A common objection to neoclassical economic ideology is that the ideology posits people as rational pleasure-seeking machines and that reality is much more complicated than that, and any attempts to mold policy away from real observations in order for it to resemble the favored ideology tend to make things pretty miserable for everyone involved.
I think this objection is partially true. It would be more accurate to qualify one's definition of "machine." If we are talking about the machines humans make, then you can you point out that neoclassical ideology makes use of an old conception of a machine that is built on a simplified understanding of what machines are and how they work, because this is an old ideology that was beginning to be formulated not long after the Industrial Revolution when our technologies were simpler.
So the understanding is simplified because we made simpler machines back then. Human intellect often makes analogies between observable reality and its own invented technologies to better understand things. It provides a framework to organize all that data. Lots of data gets lost when the framework is more simplistic. So ideologies like these can be useful for certain expediencies, but they shouldn't be clung to when they are becoming outdated.
Really all living things are sorts of machines. But they are highly complicated machines that are produced by mechanisms with millions and millions of years of evolution behind them, whereas human machines are very crude and simple in comparison because their life span is roughly equal to when we started to make tools. But then we are learning more about the natural world everyday and our technologies reflect those deeper understandings as we apply what we have learned from nature and even our own technology to better manipulate the world for our own needs.
But yes, it is always a bad idea to attempt to make reality resemble your creations. The former is potentially infinite and the latter is a construct. Reality will very dependably refuse to be crammed into a temporary box.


### Action item
The answer is all of the entries below, repeated exactly and free of pictures.
####################
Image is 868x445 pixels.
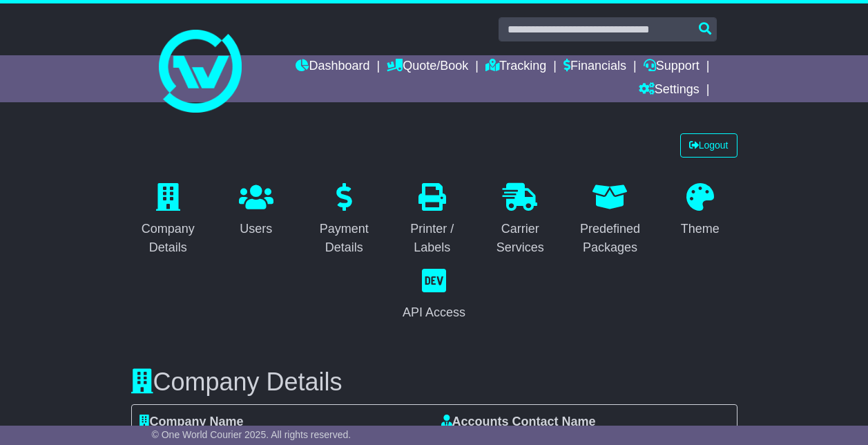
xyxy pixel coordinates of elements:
a: Predefined Packages [571,178,649,262]
div: API Access [402,303,465,321]
a: Logout [680,133,737,157]
a: Tracking [485,55,546,78]
a: Financials [564,55,627,78]
div: Users [239,220,274,238]
a: API Access [393,262,474,326]
a: Carrier Services [483,178,556,262]
h3: Company Details [131,368,737,396]
div: Company Details [140,220,196,257]
a: Company Details [131,178,205,262]
div: Carrier Services [492,220,547,257]
div: Printer / Labels [404,220,459,257]
div: Theme [681,220,719,238]
a: Dashboard [296,55,369,78]
label: Accounts Contact Name [441,414,596,430]
a: Settings [639,78,699,103]
div: Predefined Packages [580,220,640,257]
label: Company Name [139,414,244,430]
a: Users [230,178,283,243]
div: Payment Details [316,220,371,257]
a: Payment Details [307,178,380,262]
a: Support [644,55,699,78]
a: Theme [672,178,728,243]
a: Quote/Book [387,55,468,78]
span: © One World Courier 2025. All rights reserved. [152,429,351,440]
a: Printer / Labels [395,178,469,262]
####################
### Expected output
Image is 868x445 pixels.
xyxy pixel coordinates of elements:
a: Predefined Packages [571,178,649,262]
div: API Access [402,303,465,321]
a: Logout [680,133,737,157]
a: Tracking [485,55,546,78]
a: Financials [564,55,627,78]
div: Users [239,220,274,238]
a: API Access [393,262,474,326]
a: Carrier Services [483,178,556,262]
h3: Company Details [131,368,737,396]
div: Company Details [140,220,196,257]
a: Company Details [131,178,205,262]
div: Carrier Services [492,220,547,257]
div: Printer / Labels [404,220,459,257]
div: Theme [681,220,719,238]
a: Dashboard [296,55,369,78]
label: Accounts Contact Name [441,414,596,430]
a: Settings [639,78,699,103]
div: Predefined Packages [580,220,640,257]
label: Company Name [139,414,244,430]
a: Users [230,178,283,243]
div: Payment Details [316,220,371,257]
a: Payment Details [307,178,380,262]
a: Support [644,55,699,78]
a: Theme [672,178,728,243]
a: Quote/Book [387,55,468,78]
span: © One World Courier 2025. All rights reserved. [152,429,351,440]
a: Printer / Labels [395,178,469,262]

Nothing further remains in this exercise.